It’s the end of reading week, I had three essays to write and I’m sitting here (evidently not writing an essay) with a few paragraphs of two essays written. Torn between procrastinating for the sake of it and genuinely disinterested, I realised the nerdy but brilliant reason I have been struggling; I am uninspired.
For any undergrads reading this, I do have the advantage of being a postgrad and therefore have three years of weekly essays to fall back on. After a year off, the adjustment to a big move to London and the freedom of a reading week (something I didn’t have at my previous university), the creative juices haven’t been forthcoming. Then I remembered – the biggest hindrance to a decent essay is the pressure to get the essay written. Here’s the trick:
Don’t write. Sit back. Think. Think some more. Then brainstorm something in a form which probably only makes sense to you (or maybe doesn’t even do that but you can find your great ideas in there somewhere).
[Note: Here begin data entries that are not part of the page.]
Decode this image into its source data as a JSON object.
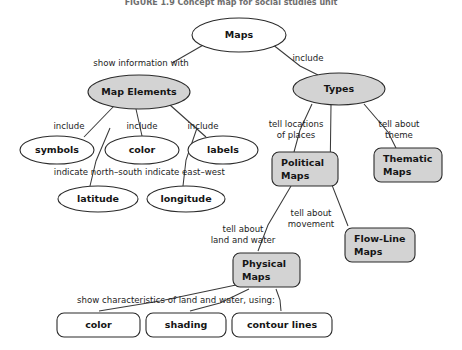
{
  "figure": {
    "title": "FIGURE 1.9  Concept map for social studies unit",
    "title_x": 231,
    "title_y": 5
  },
  "nodes": [
    {
      "id": "maps",
      "label": "Maps",
      "shape": "ellipse",
      "fill": "plain",
      "cx": 239,
      "cy": 35,
      "rx": 47,
      "ry": 17,
      "align": "center",
      "lines": [
        "Maps"
      ]
    },
    {
      "id": "map-elements",
      "label": "Map Elements",
      "shape": "ellipse",
      "fill": "filled",
      "cx": 139,
      "cy": 92,
      "rx": 51,
      "ry": 17,
      "align": "center",
      "lines": [
        "Map Elements"
      ]
    },
    {
      "id": "types",
      "label": "Types",
      "shape": "ellipse",
      "fill": "filled",
      "cx": 339,
      "cy": 89,
      "rx": 46,
      "ry": 16,
      "align": "center",
      "lines": [
        "Types"
      ]
    },
    {
      "id": "symbols",
      "label": "symbols",
      "shape": "ellipse",
      "fill": "plain",
      "cx": 57,
      "cy": 150,
      "rx": 37,
      "ry": 14,
      "align": "center",
      "lines": [
        "symbols"
      ]
    },
    {
      "id": "color-elem",
      "label": "color",
      "shape": "ellipse",
      "fill": "plain",
      "cx": 142,
      "cy": 150,
      "rx": 37,
      "ry": 14,
      "align": "center",
      "lines": [
        "color"
      ]
    },
    {
      "id": "labels",
      "label": "labels",
      "shape": "ellipse",
      "fill": "plain",
      "cx": 223,
      "cy": 150,
      "rx": 35,
      "ry": 14,
      "align": "center",
      "lines": [
        "labels"
      ]
    },
    {
      "id": "latitude",
      "label": "latitude",
      "shape": "ellipse",
      "fill": "plain",
      "cx": 98,
      "cy": 199,
      "rx": 40,
      "ry": 13,
      "align": "center",
      "lines": [
        "latitude"
      ]
    },
    {
      "id": "longitude",
      "label": "longitude",
      "shape": "ellipse",
      "fill": "plain",
      "cx": 186,
      "cy": 199,
      "rx": 39,
      "ry": 13,
      "align": "center",
      "lines": [
        "longitude"
      ]
    },
    {
      "id": "political-maps",
      "label": "Political Maps",
      "shape": "rect",
      "fill": "filled",
      "x": 272,
      "y": 152,
      "w": 66,
      "h": 34,
      "r": 7,
      "align": "left",
      "lines": [
        "Political",
        "Maps"
      ]
    },
    {
      "id": "thematic-maps",
      "label": "Thematic Maps",
      "shape": "rect",
      "fill": "filled",
      "x": 374,
      "y": 148,
      "w": 68,
      "h": 34,
      "r": 7,
      "align": "left",
      "lines": [
        "Thematic",
        "Maps"
      ]
    },
    {
      "id": "flow-line-maps",
      "label": "Flow-Line Maps",
      "shape": "rect",
      "fill": "filled",
      "x": 345,
      "y": 228,
      "w": 70,
      "h": 34,
      "r": 7,
      "align": "left",
      "lines": [
        "Flow-Line",
        "Maps"
      ]
    },
    {
      "id": "physical-maps",
      "label": "Physical Maps",
      "shape": "rect",
      "fill": "filled",
      "x": 233,
      "y": 253,
      "w": 67,
      "h": 34,
      "r": 7,
      "align": "left",
      "lines": [
        "Physical",
        "Maps"
      ]
    },
    {
      "id": "color-bottom",
      "label": "color",
      "shape": "rect",
      "fill": "plain",
      "x": 57,
      "y": 313,
      "w": 83,
      "h": 24,
      "r": 7,
      "align": "center",
      "lines": [
        "color"
      ]
    },
    {
      "id": "shading",
      "label": "shading",
      "shape": "rect",
      "fill": "plain",
      "x": 146,
      "y": 313,
      "w": 80,
      "h": 24,
      "r": 7,
      "align": "center",
      "lines": [
        "shading"
      ]
    },
    {
      "id": "contour-lines",
      "label": "contour lines",
      "shape": "rect",
      "fill": "plain",
      "x": 232,
      "y": 313,
      "w": 100,
      "h": 24,
      "r": 7,
      "align": "center",
      "lines": [
        "contour lines"
      ]
    }
  ],
  "links": [
    {
      "id": "maps-to-map-elements",
      "path": "M 205 44 L 172 63",
      "label_lines": [
        "show information with"
      ],
      "label_x": 141,
      "label_y": 66
    },
    {
      "id": "maps-to-types",
      "path": "M 272 44 L 300 66 L 318 75",
      "label_lines": [
        "include"
      ],
      "label_x": 308,
      "label_y": 61
    },
    {
      "id": "map-elements-to-symbols",
      "path": "M 114 106 L 84 137",
      "label_lines": [
        "include"
      ],
      "label_x": 69,
      "label_y": 129
    },
    {
      "id": "map-elements-to-color",
      "path": "M 136 109 L 142 136",
      "label_lines": [
        "include"
      ],
      "label_x": 142,
      "label_y": 129
    },
    {
      "id": "map-elements-to-labels",
      "path": "M 170 105 L 206 137",
      "label_lines": [
        "include"
      ],
      "label_x": 203,
      "label_y": 129
    },
    {
      "id": "symbols-to-latitude",
      "path": "M 110 128 L 96 161 L 90 186",
      "label_lines": [
        "indicate north–south"
      ],
      "label_x": 98,
      "label_y": 175
    },
    {
      "id": "labels-to-longitude",
      "path": "M 197 128 L 186 160 L 183 186",
      "label_lines": [
        "indicate east–west"
      ],
      "label_x": 185,
      "label_y": 175
    },
    {
      "id": "types-to-political",
      "path": "M 312 104 L 300 130 L 294 152",
      "label_lines": [
        "tell locations",
        "of places"
      ],
      "label_x": 296,
      "label_y": 127
    },
    {
      "id": "types-to-thematic",
      "path": "M 364 104 L 388 132 L 396 148",
      "label_lines": [
        "tell about",
        "theme"
      ],
      "label_x": 399,
      "label_y": 127
    },
    {
      "id": "types-to-flow-line",
      "path": "M 331 105 L 330 180 L 348 226",
      "label_lines": [
        "tell about",
        "movement"
      ],
      "label_x": 311,
      "label_y": 216
    },
    {
      "id": "political-to-physical",
      "path": "M 291 186 L 268 225 L 258 251",
      "label_lines": [
        "tell about",
        "land and water"
      ],
      "label_x": 243,
      "label_y": 232
    },
    {
      "id": "physical-to-color",
      "path": "M 236 285 L 160 301 L 99 311",
      "label_lines": [
        "show characteristics of land and water, using:"
      ],
      "label_x": 176,
      "label_y": 303
    },
    {
      "id": "physical-to-shading",
      "path": "M 249 289 L 220 303 L 190 311",
      "label_lines": [],
      "label_x": 0,
      "label_y": 0
    },
    {
      "id": "physical-to-contour",
      "path": "M 276 289 L 280 300 L 281 311",
      "label_lines": [],
      "label_x": 0,
      "label_y": 0
    }
  ]
}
The reality is; you’re going to have to write this essay. It’s probably not your first and it definitely won’t be your last. Make it interesting. Do you think something radical? Unsure? Run with it (as long you can reasonably back it up). Critique that leading academic, crack out some Brexit/Trump references: they’re your ideas, make them work.
You don’t want to read something boring, your tutor certainly doesn’t. Whether this is a formative reading week essay or a more important one later on – enjoy the process. We may not get as excited as all these crazy academics we surround ourselves with at LSE, but we were selected for a reason and we chose our courses for a reason. We also chose social sciences, so unless you’re an economist explaining an equation – take advantage of the ‘flexibility’ aka ‘no one really has the right answer anyway’.